Apple, GlaxoSmithKline in diagnostic platform pact
19 Jul 2016
Apple has struck its first partnership with a drug company, after it unveiled ResearchKit in March last year.
ResearchKit, a medical platform, turns the iPhone into a diagnostic tool for clinical trials and studies.
The UK's GlaxoSmithKline announced it would be using ResearchKit to conduct a medical study on rheumatoid arthritis. According to commentators, the news had significance for Apple, as it sought to form partnerships with medical companies and emerge as a legitimate player in the health industry.
GSK had used the framework of ResearchKit to create its own app for the iPhone. The three-month study would use the smartphone's sensors to track the symptoms of rheumatoid arthritis, including joint pain, fatigue, and mood.
Participants would be asked questions about their health, and, according to a report from Bloomberg, would be asked to engage in "a guided wrist exercise that uses the phone's sensors to record motion."
No drugs would be tested, and GSK's goal was simply to look at "the impact a patient's disease has on their day-to-day life."
According to Rob DiCicco, GSK's head of clinical innovation and digital platforms, who spoke to Bloomberg, using ResearchKit would cut the costs of its clinical research. One of the benefits of using an app was that it was easier to gather data when patients did not have to travel to research centres.
GSK said, it would use the application for research in its study titled Patient Rheumatoid Arthritis Data from the Real World (PARADE), which aimed at recording the mobility of 300 participants over three months to track symptoms of rheumatoid arthritis - like joint pain, fatigue and mood - through data entered by patients.
Medicines were not being tested via the platform currently.
With ResearchKit, the drugmaker would be able to reduce millions of dollars in costs. It could also establish Apple as a major player in the sphere of health technology.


== What is expected ==
For each line of the data below, test for "Clear". Report only the number of lines that pass.

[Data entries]
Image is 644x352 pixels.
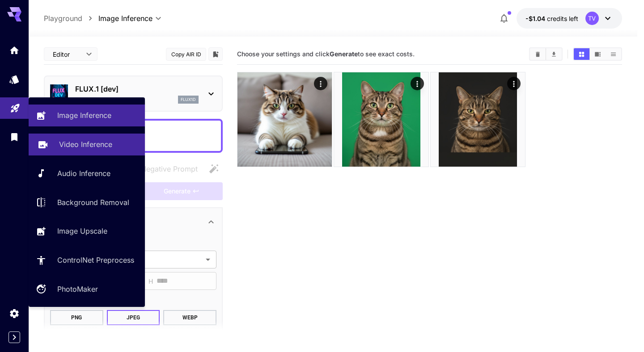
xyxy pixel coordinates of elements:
[606,48,621,60] button: Show media in list view
[8,331,20,343] button: Expand sidebar
[516,8,622,29] button: -$1.04387
[57,284,98,294] p: PhotoMaker
[50,310,103,325] button: PNG
[9,45,20,56] div: Home
[29,220,145,242] a: Image Upscale
[163,310,217,325] button: WEBP
[329,50,358,58] b: Generate
[181,96,196,103] p: flux1d
[212,49,219,60] button: Add to library
[547,15,578,22] span: credits left
[107,310,160,325] button: JPEG
[29,191,145,213] a: Background Removal
[53,49,80,59] span: Editor
[75,84,199,94] p: FLUX.1 [dev]
[525,14,578,23] div: -$1.04387
[57,226,107,236] p: Image Upscale
[57,168,110,179] p: Audio Inference
[590,48,606,60] button: Show media in video view
[237,50,414,58] span: Choose your settings and click to see exact costs.
[9,131,20,143] div: Library
[148,276,153,286] span: H
[57,255,134,265] p: ControlNet Preprocess
[237,72,332,167] img: 2Q==
[314,77,328,90] div: Actions
[29,278,145,300] a: PhotoMaker
[57,110,111,120] p: Image Inference
[59,139,112,149] p: Video Inference
[29,105,145,126] a: Image Inference
[573,48,622,61] div: Show media in grid viewShow media in video viewShow media in list view
[9,308,20,319] div: Settings
[525,15,547,22] span: -$1.04
[546,48,562,60] button: Download All
[98,13,152,24] span: Image Inference
[44,13,82,24] p: Playground
[9,74,20,85] div: Models
[123,163,205,174] span: Negative prompts are not compatible with the selected model.
[585,12,599,25] div: TV
[29,249,145,271] a: ControlNet Preprocess
[574,48,589,60] button: Show media in grid view
[141,163,198,174] span: Negative Prompt
[411,77,424,90] div: Actions
[166,48,206,61] button: Copy AIR ID
[29,162,145,185] a: Audio Inference
[57,197,129,208] p: Background Removal
[44,13,98,24] nav: breadcrumb
[431,72,525,167] img: Z
[334,72,428,167] img: Z
[530,48,546,60] button: Clear All
[529,48,563,61] div: Clear AllDownload All
[29,133,145,155] a: Video Inference
[10,100,21,111] div: Playground
[507,77,521,90] div: Actions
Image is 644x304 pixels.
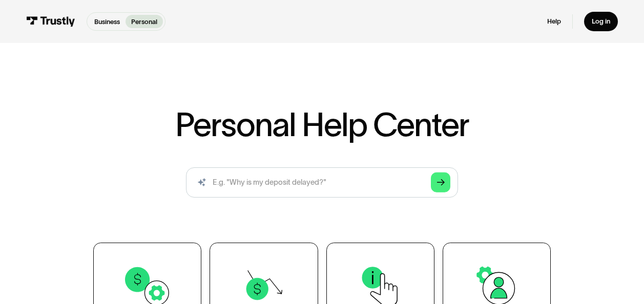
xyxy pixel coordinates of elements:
[186,168,458,198] input: search
[547,17,561,26] a: Help
[26,16,74,27] img: Trustly Logo
[88,15,125,28] a: Business
[131,17,157,27] p: Personal
[186,168,458,198] form: Search
[583,12,617,32] a: Log in
[175,109,469,142] h1: Personal Help Center
[125,15,163,28] a: Personal
[591,17,610,26] div: Log in
[94,17,120,27] p: Business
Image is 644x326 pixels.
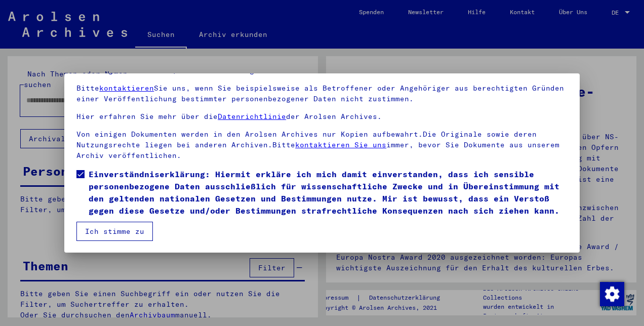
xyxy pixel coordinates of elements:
[77,111,567,122] p: Hier erfahren Sie mehr über die der Arolsen Archives.
[600,282,624,306] img: Zustimmung ändern
[295,140,386,149] a: kontaktieren Sie uns
[77,129,567,161] p: Von einigen Dokumenten werden in den Arolsen Archives nur Kopien aufbewahrt.Die Originale sowie d...
[77,83,567,104] p: Bitte Sie uns, wenn Sie beispielsweise als Betroffener oder Angehöriger aus berechtigten Gründen ...
[77,222,153,241] button: Ich stimme zu
[89,168,567,217] span: Einverständniserklärung: Hiermit erkläre ich mich damit einverstanden, dass ich sensible personen...
[217,112,286,121] a: Datenrichtlinie
[99,84,154,93] a: kontaktieren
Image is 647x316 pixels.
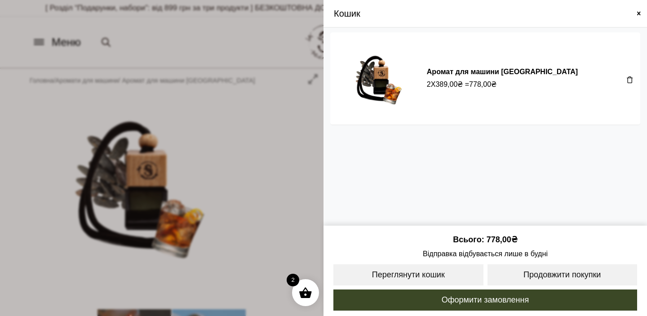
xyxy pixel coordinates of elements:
[491,79,496,90] span: ₴
[332,248,638,259] span: Відправка відбувається лише в будні
[469,80,496,88] bdi: 778,00
[511,235,517,244] span: ₴
[427,79,431,90] span: 2
[334,7,360,20] span: Кошик
[486,235,517,244] bdi: 778,00
[427,68,578,75] a: Аромат для машини [GEOGRAPHIC_DATA]
[457,79,463,90] span: ₴
[486,263,638,286] a: Продовжити покупки
[427,79,622,90] div: X
[332,263,484,286] a: Переглянути кошик
[435,80,463,88] bdi: 389,00
[465,79,496,90] span: =
[332,288,638,311] a: Оформити замовлення
[287,274,299,286] span: 2
[453,235,486,244] span: Всього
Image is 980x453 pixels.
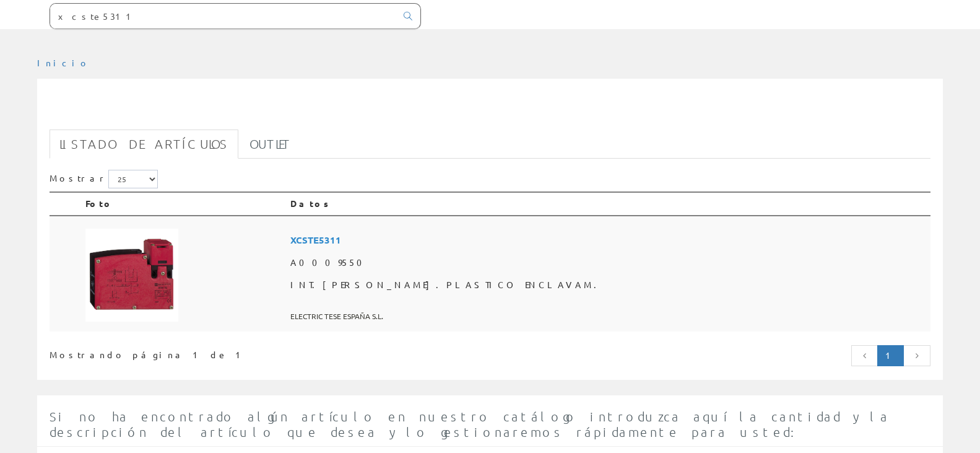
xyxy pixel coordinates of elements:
span: INT.[PERSON_NAME].PLASTICO ENCLAVAM. [290,274,926,296]
a: Inicio [37,57,90,68]
select: Mostrar [109,169,158,188]
a: Página anterior [851,345,878,366]
th: Foto [81,192,286,215]
label: Mostrar [50,169,158,188]
h1: xcste5311 [50,99,930,124]
a: Página siguiente [903,345,930,366]
a: Outlet [240,130,301,159]
a: Listado de artículos [50,130,238,159]
img: Foto artículo INT.SEGUR.PLASTICO ENCLAVAM. (150x150) [85,228,179,322]
input: Buscar ... [50,4,396,29]
div: Mostrando página 1 de 1 [50,343,405,361]
span: A0009550 [290,252,926,274]
span: XCSTE5311 [290,228,926,252]
span: ELECTRIC TESE ESPAÑA S.L. [290,306,926,326]
span: Si no ha encontrado algún artículo en nuestro catálogo introduzca aquí la cantidad y la descripci... [50,409,890,439]
a: Página actual [877,345,904,366]
th: Datos [286,192,930,215]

== Output ==
2